Here’s how the FAA’s failure delayed thousands of flights
THOUSANDS of flights were delayed Wednesday morning and hundreds canceled in the latest air travel headache.
What happened?
Well, this time it wasn’t an airline to blame, but the Federal Aviation Administration (FAA), the government agency that provides air traffic control services in the US. It reportedly grounded the flights after an outage of its Notice to Air Missions System, which provides pilots with important information updates. Mistakes happen, but the FAA is catching heat because its technology is outdated and it hasn’t modernized its systems, making it more susceptible to this kind of problem.
But what else would you really expect from a government monopoly on a service?
As National Review’s Dominic Pino explains, “The FAA is both the industry’s safety regulator and the provider of air-traffic-control services. But there is no reason for the FAA to do both of those tasks. It should instead continue to regulate safety while its air-traffic-control responsibilities are handed off to the private sector.”
We could have a privatized, efficient air traffic control. Canada—yes, Canada—actually has a privatized system. As Pino recaps:
“Canada has proven that private air-traffic control is also sound in practice. In 1996, under a Liberal government, Canada privatized its air-traffic-control system, creating a nonprofit corporation called Nav Canada that is fully funded by users of the system and thus doesn’t cost taxpayers a cent. Looking back over its first 20 years of operations, Robert Poole of the Reason Foundation found in 2016 that Nav Canada had succeeded in just about every respect: Safety was improved, technology was modernized quickly, and costs were reduced.”
Some policy experts have advocated for years now that the US should also shift to a privatized system.
“Since Canada moved to a privatized ATC system, it has been able to modernize its air traffic technology faster than the United States,” the American Action Forum reported in 2017, also noting that it has achieved lower costs per flight hour.
More broadly, they note, “removing air traffic control from governmental constraints has allowed other countries to modernize their technologies at rates faster than the United States, while maintaining a safe system with lower costs.”
Maybe we should give this kind of alternative system a look. Or we can keep having flights delayed and more incompetence by government bureaucrats. It’s our choice, America.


- **YOUR INSTRUCTIONS**
Could you filter the data below down to the lines that hold the word "mode"?

- **MATERIAL SHOWN**
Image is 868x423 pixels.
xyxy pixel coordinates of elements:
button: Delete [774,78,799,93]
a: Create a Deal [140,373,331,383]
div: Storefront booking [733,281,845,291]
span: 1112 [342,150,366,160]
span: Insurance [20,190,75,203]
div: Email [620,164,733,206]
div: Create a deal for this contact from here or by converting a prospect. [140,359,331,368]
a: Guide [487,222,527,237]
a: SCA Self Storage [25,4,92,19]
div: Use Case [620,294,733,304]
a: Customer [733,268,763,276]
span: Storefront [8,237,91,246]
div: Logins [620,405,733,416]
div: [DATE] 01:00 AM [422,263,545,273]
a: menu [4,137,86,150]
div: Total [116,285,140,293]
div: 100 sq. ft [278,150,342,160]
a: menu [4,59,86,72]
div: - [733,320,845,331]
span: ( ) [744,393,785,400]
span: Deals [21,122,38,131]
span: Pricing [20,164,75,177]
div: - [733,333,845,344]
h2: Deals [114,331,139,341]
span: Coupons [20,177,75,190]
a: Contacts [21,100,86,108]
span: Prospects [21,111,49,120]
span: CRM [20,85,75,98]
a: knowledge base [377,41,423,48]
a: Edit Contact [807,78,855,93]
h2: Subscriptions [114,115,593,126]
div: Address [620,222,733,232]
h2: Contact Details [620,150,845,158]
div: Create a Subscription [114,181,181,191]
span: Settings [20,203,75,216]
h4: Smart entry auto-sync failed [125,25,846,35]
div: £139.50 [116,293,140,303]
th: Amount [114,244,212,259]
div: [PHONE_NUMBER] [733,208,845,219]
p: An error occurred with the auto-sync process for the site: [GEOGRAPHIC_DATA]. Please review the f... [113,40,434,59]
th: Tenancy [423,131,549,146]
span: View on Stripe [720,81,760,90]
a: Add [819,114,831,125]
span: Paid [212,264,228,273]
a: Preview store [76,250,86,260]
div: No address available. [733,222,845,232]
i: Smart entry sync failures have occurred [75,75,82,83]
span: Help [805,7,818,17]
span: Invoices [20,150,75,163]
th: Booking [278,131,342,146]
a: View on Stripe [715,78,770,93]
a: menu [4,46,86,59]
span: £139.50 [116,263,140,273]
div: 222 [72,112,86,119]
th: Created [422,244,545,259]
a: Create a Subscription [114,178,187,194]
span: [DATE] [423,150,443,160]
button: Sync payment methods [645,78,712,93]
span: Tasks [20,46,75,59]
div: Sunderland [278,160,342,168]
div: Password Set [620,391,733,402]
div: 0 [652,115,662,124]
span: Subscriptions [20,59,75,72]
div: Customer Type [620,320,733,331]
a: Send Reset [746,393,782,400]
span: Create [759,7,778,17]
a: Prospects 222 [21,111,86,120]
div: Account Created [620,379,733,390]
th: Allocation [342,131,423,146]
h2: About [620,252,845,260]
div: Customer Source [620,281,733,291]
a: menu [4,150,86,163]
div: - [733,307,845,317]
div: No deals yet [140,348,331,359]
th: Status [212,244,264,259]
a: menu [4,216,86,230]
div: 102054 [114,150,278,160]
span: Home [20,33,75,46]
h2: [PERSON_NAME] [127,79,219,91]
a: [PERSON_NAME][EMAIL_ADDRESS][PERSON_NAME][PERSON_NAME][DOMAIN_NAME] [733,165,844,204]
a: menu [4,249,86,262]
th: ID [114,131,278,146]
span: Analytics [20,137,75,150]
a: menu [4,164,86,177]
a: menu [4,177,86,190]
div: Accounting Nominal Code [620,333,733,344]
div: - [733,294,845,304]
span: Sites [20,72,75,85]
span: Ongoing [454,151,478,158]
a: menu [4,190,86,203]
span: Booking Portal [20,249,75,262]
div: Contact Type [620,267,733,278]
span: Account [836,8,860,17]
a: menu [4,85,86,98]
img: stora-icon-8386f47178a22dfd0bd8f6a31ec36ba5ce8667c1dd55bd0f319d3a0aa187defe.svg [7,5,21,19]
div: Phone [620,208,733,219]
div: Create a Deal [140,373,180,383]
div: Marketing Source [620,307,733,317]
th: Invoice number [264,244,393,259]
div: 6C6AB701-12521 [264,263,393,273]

...

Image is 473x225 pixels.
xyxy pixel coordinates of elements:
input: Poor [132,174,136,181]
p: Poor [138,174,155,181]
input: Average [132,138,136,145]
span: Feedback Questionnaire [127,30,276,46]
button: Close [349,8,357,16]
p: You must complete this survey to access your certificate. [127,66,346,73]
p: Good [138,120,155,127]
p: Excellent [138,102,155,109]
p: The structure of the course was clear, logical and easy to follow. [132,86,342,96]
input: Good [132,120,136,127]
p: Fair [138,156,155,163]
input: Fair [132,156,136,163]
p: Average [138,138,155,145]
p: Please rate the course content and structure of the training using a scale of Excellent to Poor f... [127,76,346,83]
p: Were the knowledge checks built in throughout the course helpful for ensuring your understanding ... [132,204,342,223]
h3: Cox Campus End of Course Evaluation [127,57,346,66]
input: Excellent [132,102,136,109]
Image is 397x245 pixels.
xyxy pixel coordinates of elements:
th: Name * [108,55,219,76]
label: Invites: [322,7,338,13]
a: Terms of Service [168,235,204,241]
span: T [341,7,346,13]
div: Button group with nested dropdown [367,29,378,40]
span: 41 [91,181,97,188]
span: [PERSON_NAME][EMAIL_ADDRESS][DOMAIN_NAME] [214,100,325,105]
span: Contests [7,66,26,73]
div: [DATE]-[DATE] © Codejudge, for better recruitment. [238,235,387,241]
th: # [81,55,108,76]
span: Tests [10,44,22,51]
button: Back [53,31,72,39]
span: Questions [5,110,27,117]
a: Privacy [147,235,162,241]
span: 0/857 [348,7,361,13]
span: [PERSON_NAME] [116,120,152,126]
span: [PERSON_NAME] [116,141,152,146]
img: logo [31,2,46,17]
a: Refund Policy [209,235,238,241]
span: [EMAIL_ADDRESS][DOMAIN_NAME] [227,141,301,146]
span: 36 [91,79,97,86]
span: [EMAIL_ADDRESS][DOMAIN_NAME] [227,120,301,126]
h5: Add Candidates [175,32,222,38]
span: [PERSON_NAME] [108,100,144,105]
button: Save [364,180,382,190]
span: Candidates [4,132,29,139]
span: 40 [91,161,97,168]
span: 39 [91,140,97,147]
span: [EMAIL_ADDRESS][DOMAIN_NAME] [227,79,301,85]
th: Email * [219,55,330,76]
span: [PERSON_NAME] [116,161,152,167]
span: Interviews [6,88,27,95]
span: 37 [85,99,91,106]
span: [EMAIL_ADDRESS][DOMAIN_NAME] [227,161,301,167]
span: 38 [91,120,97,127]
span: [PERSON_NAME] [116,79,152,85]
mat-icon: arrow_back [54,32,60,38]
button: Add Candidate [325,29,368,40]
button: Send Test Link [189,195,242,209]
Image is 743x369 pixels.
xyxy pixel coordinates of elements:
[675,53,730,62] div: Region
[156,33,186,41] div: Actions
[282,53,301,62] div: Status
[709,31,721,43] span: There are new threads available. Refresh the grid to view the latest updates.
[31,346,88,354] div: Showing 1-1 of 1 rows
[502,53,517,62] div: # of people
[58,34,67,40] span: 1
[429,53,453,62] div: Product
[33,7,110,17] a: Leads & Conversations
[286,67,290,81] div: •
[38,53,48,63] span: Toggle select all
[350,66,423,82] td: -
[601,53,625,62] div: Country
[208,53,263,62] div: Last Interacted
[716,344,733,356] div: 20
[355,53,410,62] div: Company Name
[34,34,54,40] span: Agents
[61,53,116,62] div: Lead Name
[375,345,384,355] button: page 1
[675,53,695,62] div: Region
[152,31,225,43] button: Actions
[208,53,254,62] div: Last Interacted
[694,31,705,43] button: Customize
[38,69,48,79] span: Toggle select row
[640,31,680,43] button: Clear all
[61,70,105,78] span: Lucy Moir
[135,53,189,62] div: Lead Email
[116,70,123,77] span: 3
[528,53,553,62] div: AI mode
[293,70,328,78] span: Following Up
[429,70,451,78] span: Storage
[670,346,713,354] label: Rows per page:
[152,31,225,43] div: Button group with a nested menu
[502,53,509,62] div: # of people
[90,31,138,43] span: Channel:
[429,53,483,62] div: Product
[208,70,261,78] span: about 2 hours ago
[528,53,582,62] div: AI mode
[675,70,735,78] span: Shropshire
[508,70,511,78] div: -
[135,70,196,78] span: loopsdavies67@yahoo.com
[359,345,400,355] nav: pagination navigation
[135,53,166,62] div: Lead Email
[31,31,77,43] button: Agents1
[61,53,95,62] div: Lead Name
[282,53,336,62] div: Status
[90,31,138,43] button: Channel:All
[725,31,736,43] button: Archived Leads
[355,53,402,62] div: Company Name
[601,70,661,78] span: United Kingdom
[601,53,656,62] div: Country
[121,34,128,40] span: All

...

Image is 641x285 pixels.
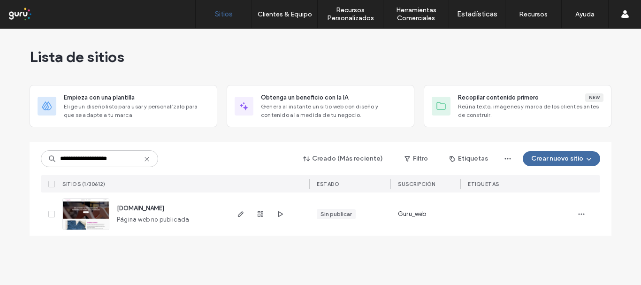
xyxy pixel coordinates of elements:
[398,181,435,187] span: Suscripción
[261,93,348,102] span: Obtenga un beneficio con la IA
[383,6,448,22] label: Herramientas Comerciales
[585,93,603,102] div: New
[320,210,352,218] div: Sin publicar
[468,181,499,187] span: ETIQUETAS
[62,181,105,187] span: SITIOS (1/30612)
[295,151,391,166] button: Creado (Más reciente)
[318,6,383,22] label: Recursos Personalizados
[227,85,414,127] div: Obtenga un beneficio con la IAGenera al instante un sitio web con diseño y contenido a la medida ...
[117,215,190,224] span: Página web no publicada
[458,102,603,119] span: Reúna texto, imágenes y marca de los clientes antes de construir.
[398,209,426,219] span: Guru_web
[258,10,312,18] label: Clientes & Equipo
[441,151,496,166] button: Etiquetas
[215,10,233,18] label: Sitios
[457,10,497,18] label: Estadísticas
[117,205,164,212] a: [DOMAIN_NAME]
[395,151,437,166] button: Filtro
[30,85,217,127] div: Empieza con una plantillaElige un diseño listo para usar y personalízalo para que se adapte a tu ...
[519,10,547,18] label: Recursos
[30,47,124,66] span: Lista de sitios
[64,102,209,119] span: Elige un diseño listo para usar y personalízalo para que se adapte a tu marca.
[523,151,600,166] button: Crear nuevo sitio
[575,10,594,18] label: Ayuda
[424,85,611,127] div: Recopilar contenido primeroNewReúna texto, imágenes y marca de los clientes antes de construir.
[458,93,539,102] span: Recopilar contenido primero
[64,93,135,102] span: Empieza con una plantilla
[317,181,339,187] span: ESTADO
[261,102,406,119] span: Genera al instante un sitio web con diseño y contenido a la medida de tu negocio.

- **SOLVED PROBLEM**
[528,53,553,62] div: AI mode
[528,53,582,62] div: AI mode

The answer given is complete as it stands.